Does the description disclose side effects, auth requirements, rate limits, or destructive behavior?

With no annotations provided, the description carries full burden for behavioral disclosure. It states the operation ('Add wallets') and return type ('AddWalletToGroupResponse'), but doesn't address critical behavioral aspects like whether this is idempotent, what happens if wallets are already in the group, permission requirements, error conditions, or rate limits. The description provides minimal behavioral context beyond the basic operation.

Agents need to know what a tool does to the world before calling it. Descriptions should go beyond structured annotations to explain consequences.

Conciseness4/5

Is the description appropriately sized, front-loaded, and free of redundancy?

The description is appropriately concise with two sentences that cover the basic operation and return type. It's front-loaded with the core purpose. While efficient, it could benefit from slightly more detail given the complete lack of annotations and schema descriptions.

Shorter descriptions cost fewer tokens and are easier for agents to parse. Every sentence should earn its place.

Completeness3/5

Given the tool's complexity, does the description cover enough for an agent to succeed on first attempt?

Given the mutation nature of the tool (adding to groups), no annotations, 0% schema description coverage, but presence of an output schema, the description is minimally adequate. It states what the tool does and what it returns, but doesn't provide enough context about behavioral implications, error handling, or parameter details that would be crucial for safe invocation.

Complex tools with many parameters or behaviors need more documentation.

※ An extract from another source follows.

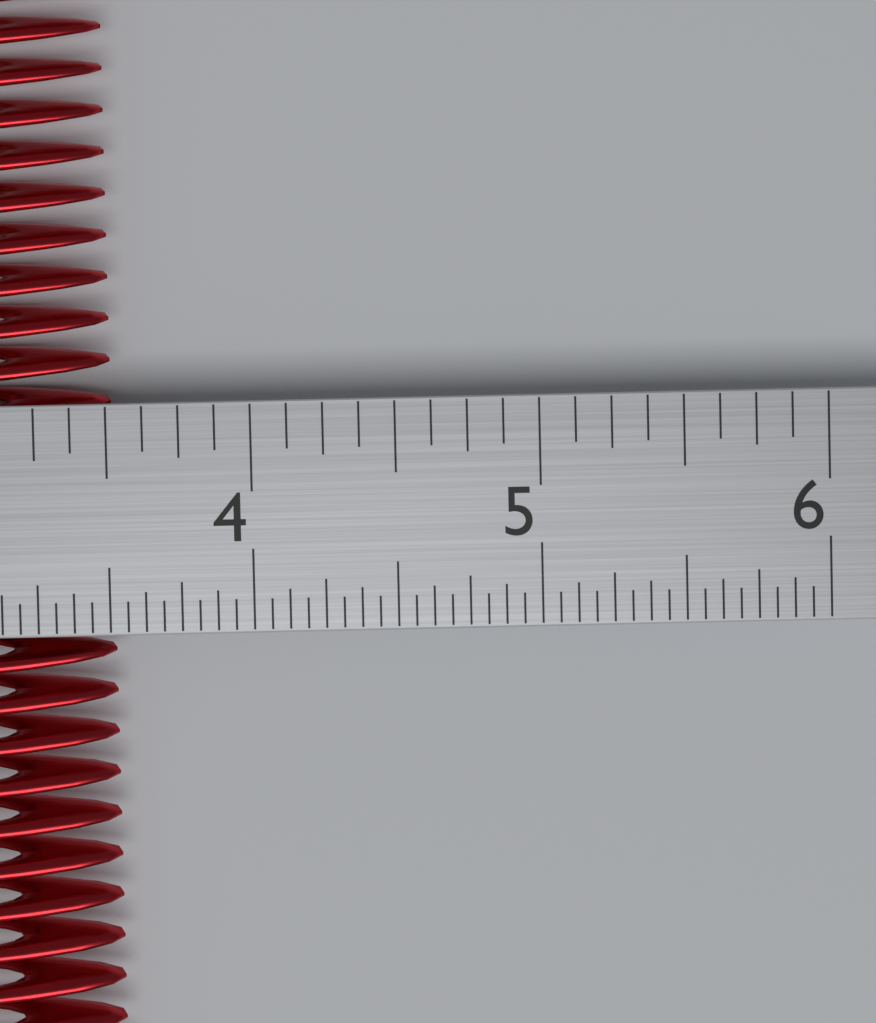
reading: 3.5000 in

Simple tools need less. This dimension scales expectations accordingly.

Parameters2/5

Does the description clarify parameter syntax, constraints, interactions, or defaults beyond what the schema provides?

Schema description coverage is 0%, meaning the schema provides no parameter descriptions. The description mentions 'group name and a list of wallet names', which clarifies the expected input structure, but doesn't explain format constraints, validation rules, or the relationship between the described parameters and the actual schema structure (which nests them in an array container). This partial compensation is insufficient given the complete lack of schema documentation.

Input schemas describe structure but not intent. Descriptions should explain non-obvious parameter relationships and valid value ranges.

Purpose4/5

Does the description clearly state what the tool does and how it differs from similar tools?

The description clearly states the action ('Add wallets') and target resource ('to a specified group'), providing a specific verb+resource combination. However, it doesn't distinguish this tool from its sibling 'remove_wallets_from_group' beyond the obvious directionality, missing explicit differentiation about when each should be used.

Agents choose between tools based on descriptions. A clear purpose with a specific verb and resource helps agents select the right tool.

Usage Guidelines2/5

Does the description explain when to use this tool, when not to, or what alternatives exist?

The description provides no guidance on when to use this tool versus alternatives like 'create_groups' or 'remove_wallets_from_group'. It doesn't mention prerequisites (e.g., group must exist), exclusions, or appropriate contexts, leaving the agent to infer usage from the tool name alone.

Agents often have multiple tools that could apply. Explicit usage guidance like "use X instead of Y when Z" prevents misuse.